The Diocese of Magnesia was an ancient Bishopric of Early Christianity.
The seat of the bishopric was the town of Magnesia on the Maeander in western Turkey, and Hierocles[1] ranks it among the bishoprics of the province of Asia. Later documents seem to imply that at one time it bore the name of Maeandropolis.[2]
Known bishops of Magnesia
- Saint Charalambos
- Damas Bishop of Magnesia at the time of Saint Ignatius[3]
- Leontius, Bishop of Magnesia, who at the Council of Chalcedon declared that from Timothy to the time of Chalcedon there had been 26 Bishops of Ephesisus[4]
- Macarius, contemporary of St. Chrysostom[5]
- Daphnus fl 431
- Leontius at the Robber-Council (449)[6]
- Patritius at the synod in Trullo (692)
- Theophilus at Constantinople (879)
References
- ↑ Hierocles p. 659
- ↑ Concil. Constantin. iii. p. 666.
- ↑ H. Burn-Murdoch, Church, Continuity and Unity. Cambridge University Press (2014), p. 120.
- ↑ John Esten Cooke, An Essay on the Invalidity of Presbyterian Ordination (the Reporter office, 1829) p46.
- ↑ Le Quien, Oriens Christianus, I, 697, 736.
- ↑ MacErlean, A. (1910). Magnesia. In The Catholic Encyclopedia. New York: Robert Appleton Company. Retrieved March 8, 2018 from New Advent.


PROBLEM REQUIREMENTS:
Please print nothing but the lines from the one containing "is (810, 422)." to the final line below, exactly, and no pictures.

Dataset entries:
=== Begin Enclosure ===

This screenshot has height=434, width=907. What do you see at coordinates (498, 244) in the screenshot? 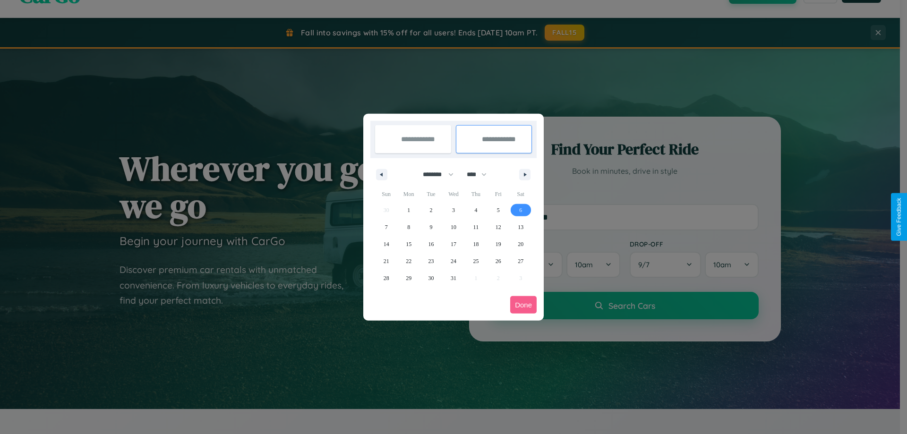
I see `span: 19` at bounding box center [498, 244].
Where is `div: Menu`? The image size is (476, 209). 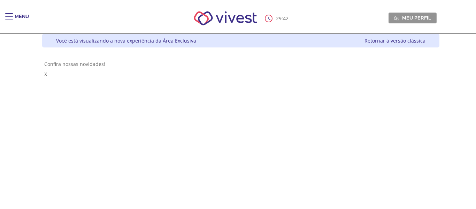
div: Menu is located at coordinates (22, 20).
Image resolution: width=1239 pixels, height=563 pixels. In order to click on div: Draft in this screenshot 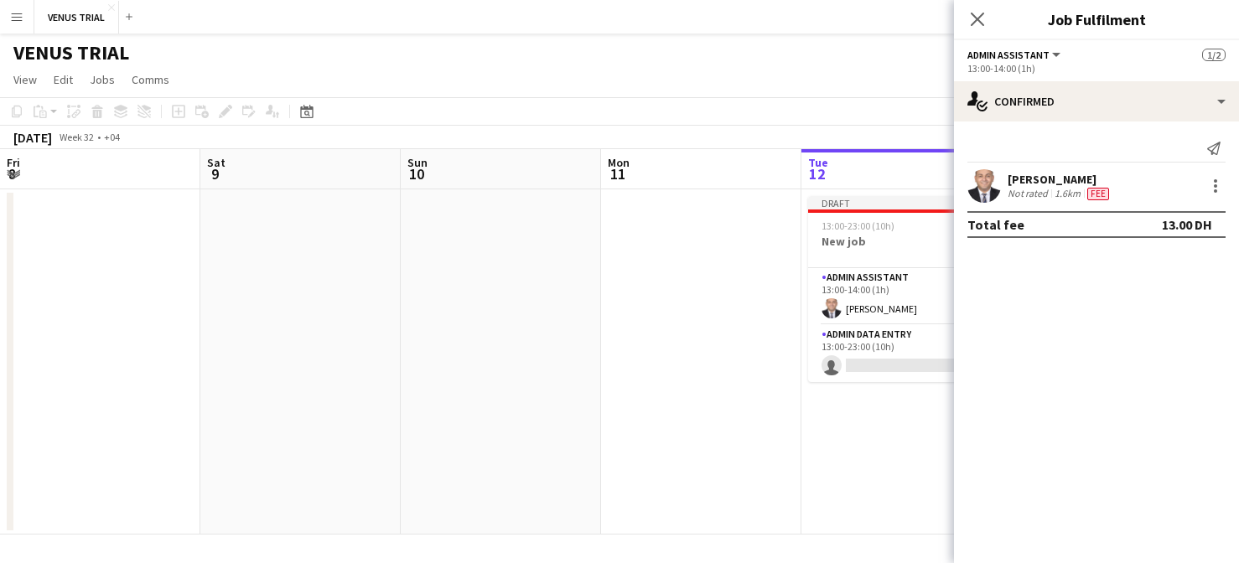, I will do `click(902, 203)`.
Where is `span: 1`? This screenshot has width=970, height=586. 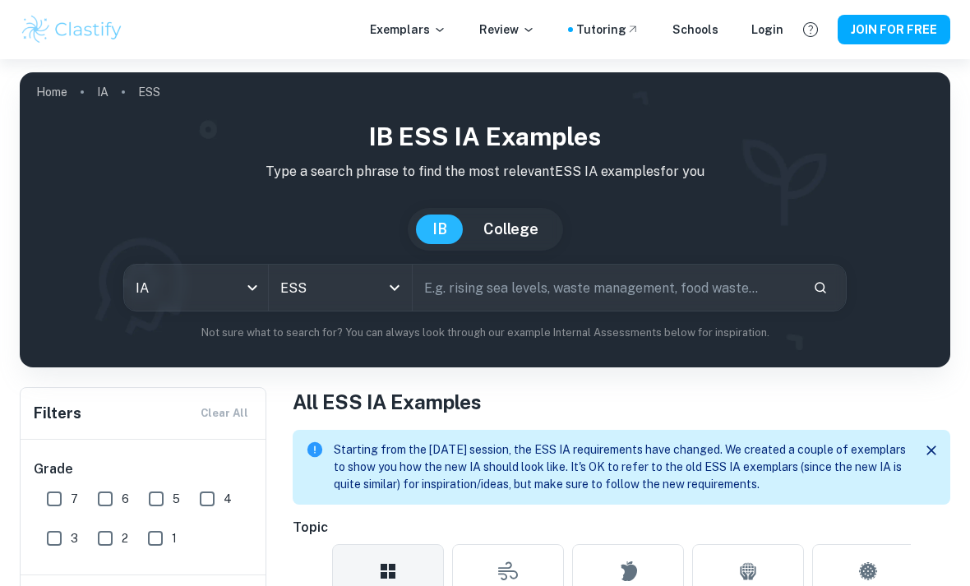 span: 1 is located at coordinates (174, 538).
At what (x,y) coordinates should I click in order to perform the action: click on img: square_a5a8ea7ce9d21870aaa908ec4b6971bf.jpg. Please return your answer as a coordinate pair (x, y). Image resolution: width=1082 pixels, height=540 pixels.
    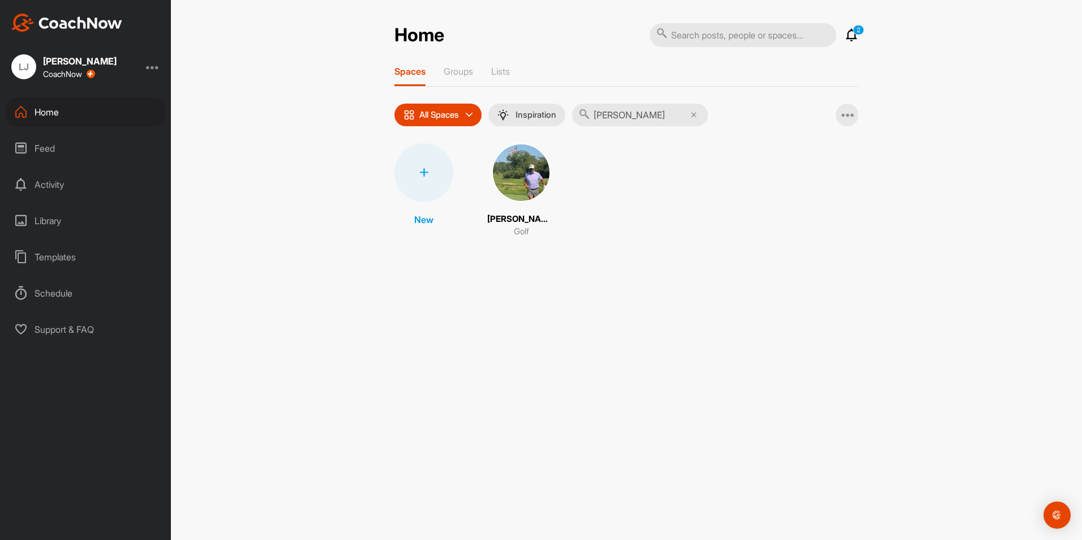
    Looking at the image, I should click on (521, 173).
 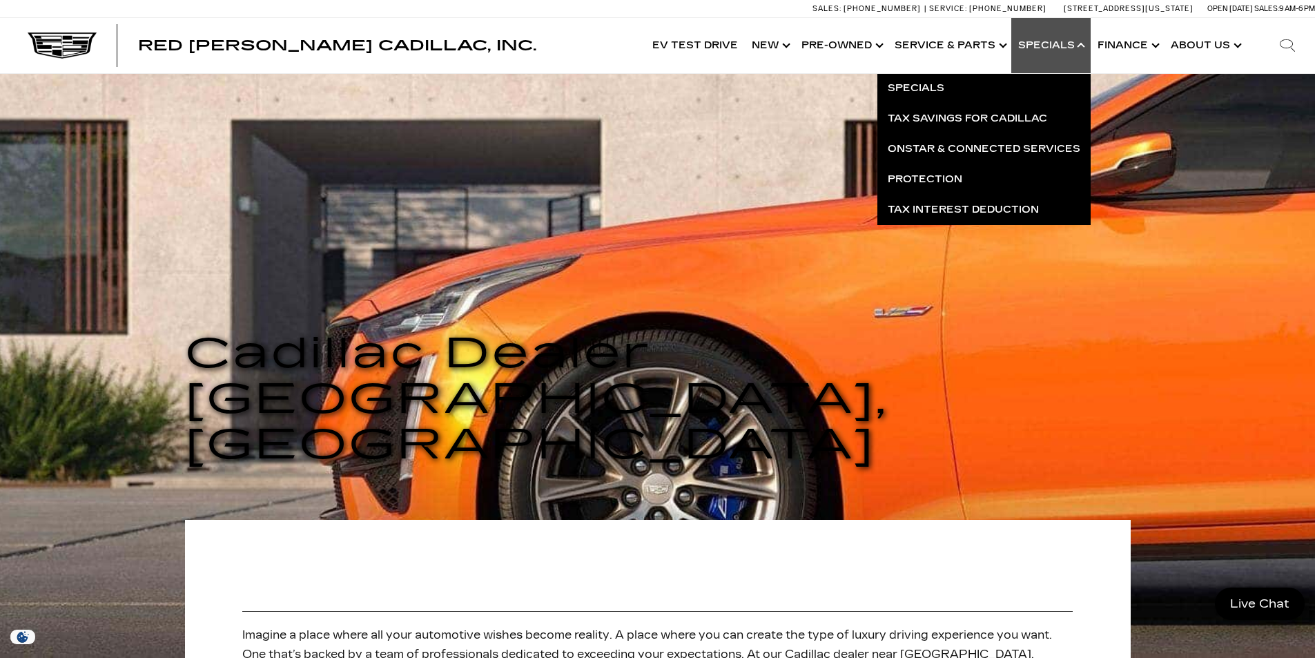 I want to click on a: OnStar & Connected Services, so click(x=984, y=149).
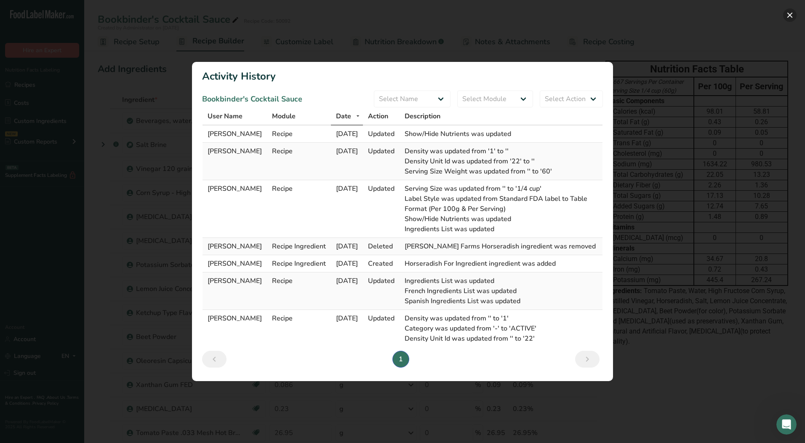 The image size is (805, 443). Describe the element at coordinates (470, 339) in the screenshot. I see `span: Density Unit Id was updated from '' to '22'` at that location.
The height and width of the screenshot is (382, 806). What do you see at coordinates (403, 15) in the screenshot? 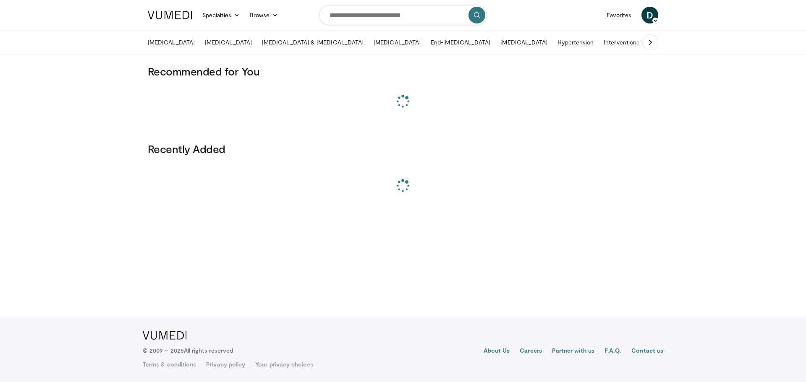
I see `input: Search topics, interventions` at bounding box center [403, 15].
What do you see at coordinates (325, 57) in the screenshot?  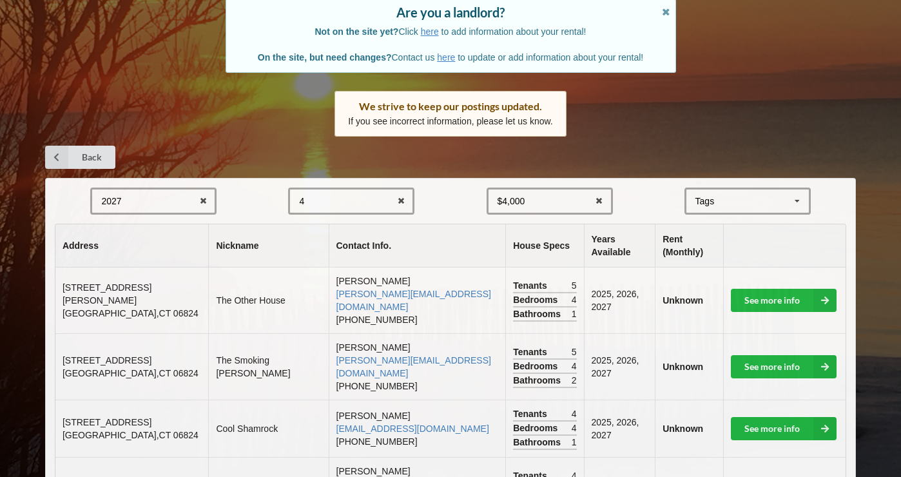 I see `b: On the site, but need changes?` at bounding box center [325, 57].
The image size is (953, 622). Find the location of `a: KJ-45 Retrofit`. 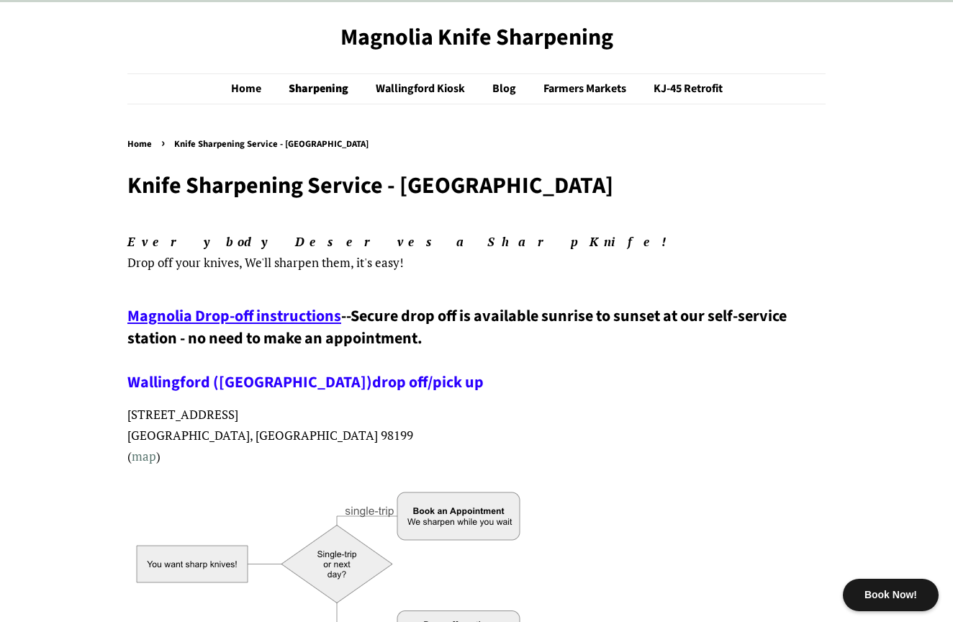

a: KJ-45 Retrofit is located at coordinates (683, 89).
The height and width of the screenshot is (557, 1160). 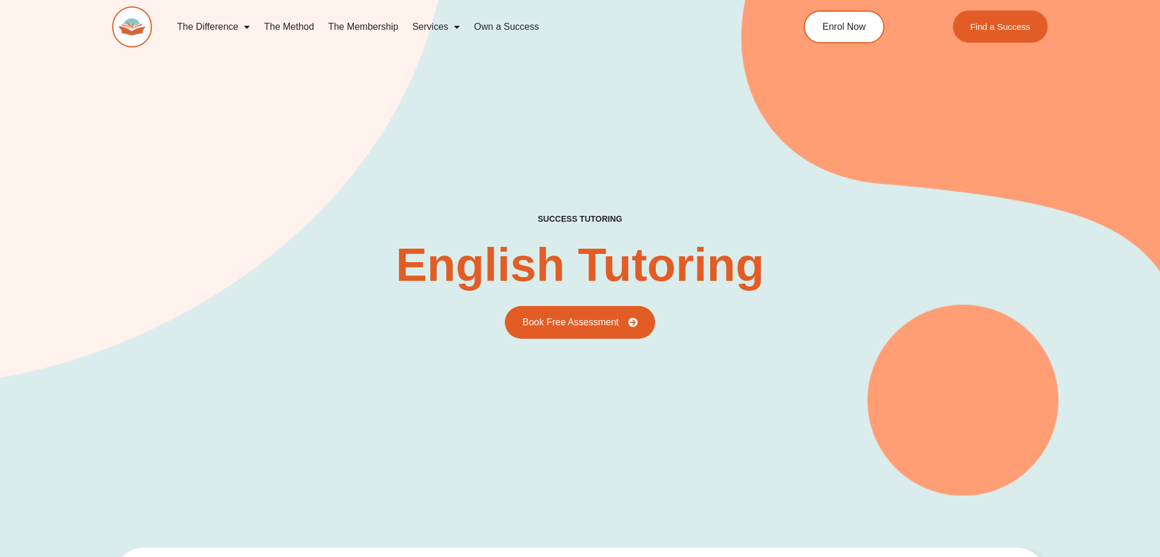 What do you see at coordinates (580, 265) in the screenshot?
I see `h2: English Tutoring` at bounding box center [580, 265].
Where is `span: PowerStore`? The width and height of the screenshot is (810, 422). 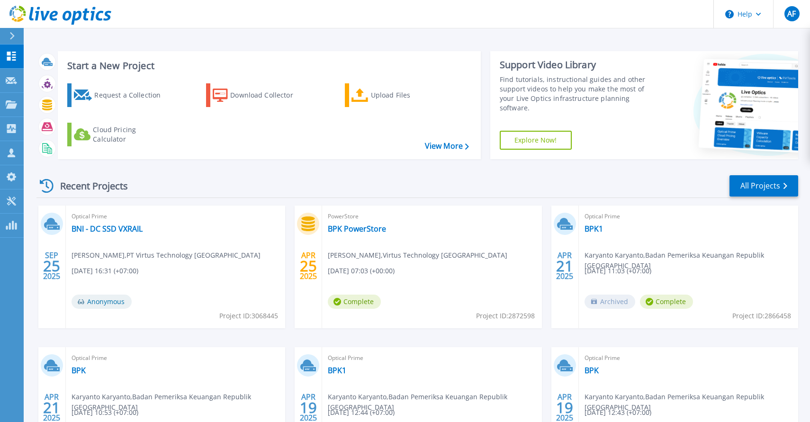
span: PowerStore is located at coordinates (432, 216).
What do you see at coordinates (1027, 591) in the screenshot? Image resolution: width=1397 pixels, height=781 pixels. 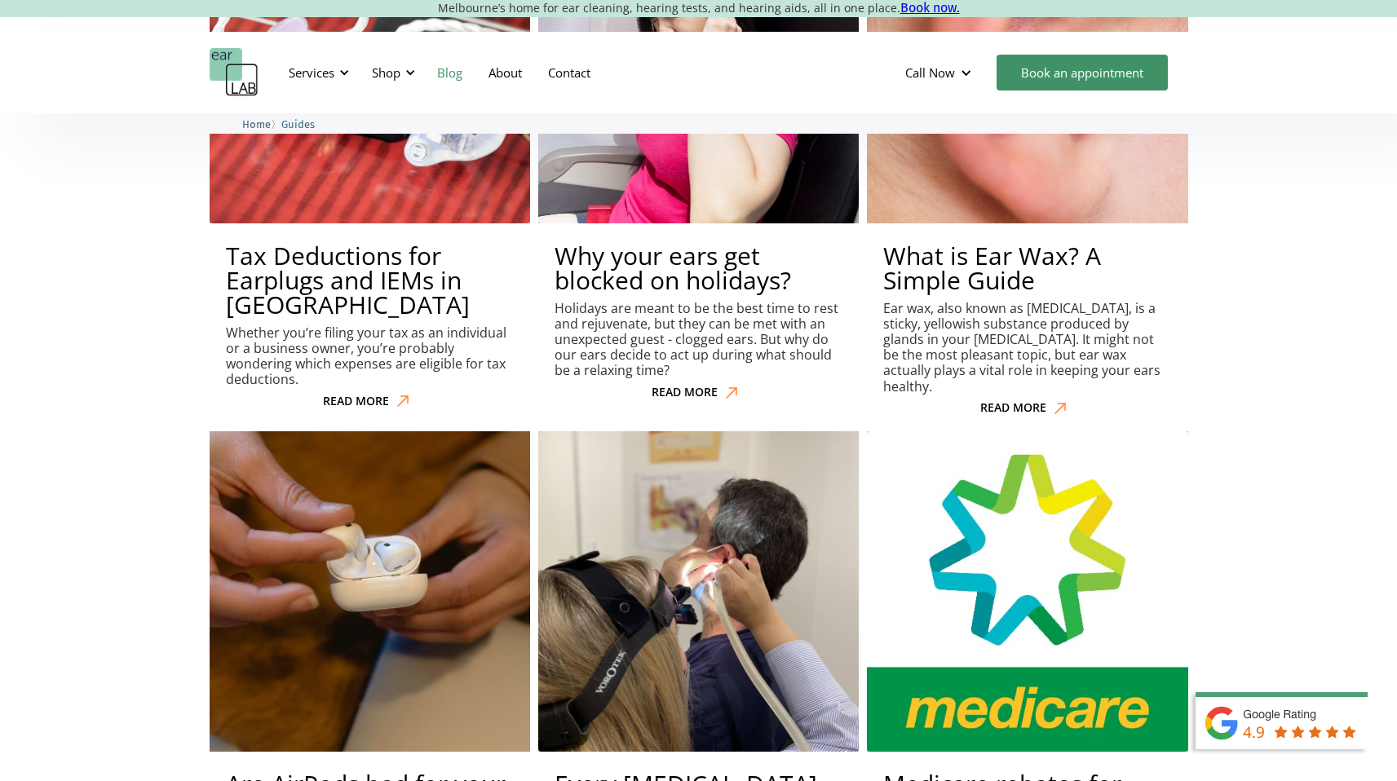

=== End Enclosure ===

ANSWER TO THIS PROBLEM:
Where is `span: PowerStore`? The width and height of the screenshot is (810, 422). 
span: PowerStore is located at coordinates (432, 216).
What do you see at coordinates (1027, 591) in the screenshot? Image resolution: width=1397 pixels, height=781 pixels. 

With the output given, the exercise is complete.